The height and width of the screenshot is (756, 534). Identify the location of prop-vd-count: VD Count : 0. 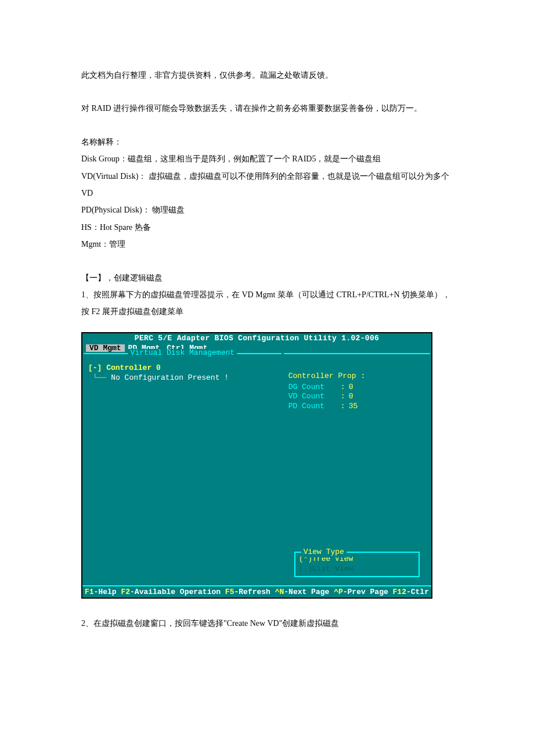
(357, 397).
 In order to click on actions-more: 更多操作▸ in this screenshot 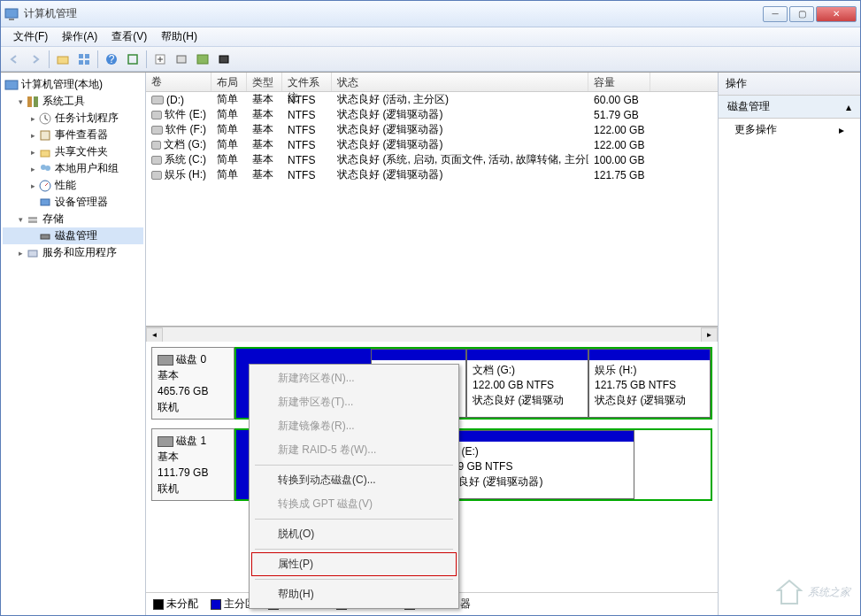, I will do `click(789, 129)`.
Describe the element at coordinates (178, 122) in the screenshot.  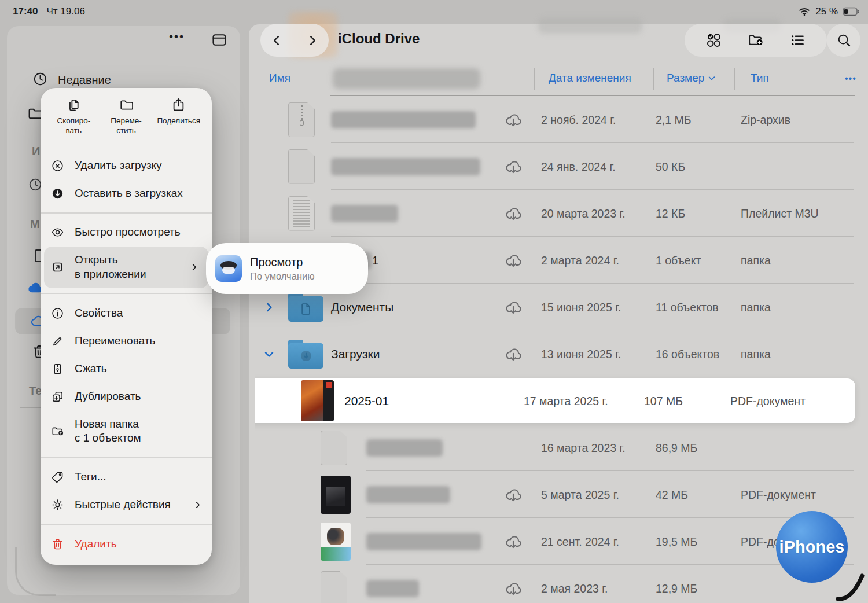
I see `menu-action-label: Поделиться` at that location.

* _WORK INSTRUCTIONS_
Return nothing except the lines from the line with "Describe the element" through the last line of the records above, copied exactly and without pictures.

* _SOLUTION TO THE PROBLEM_
Describe the element at coordinates (178, 122) in the screenshot.  
I see `menu-action-label: Поделиться` at that location.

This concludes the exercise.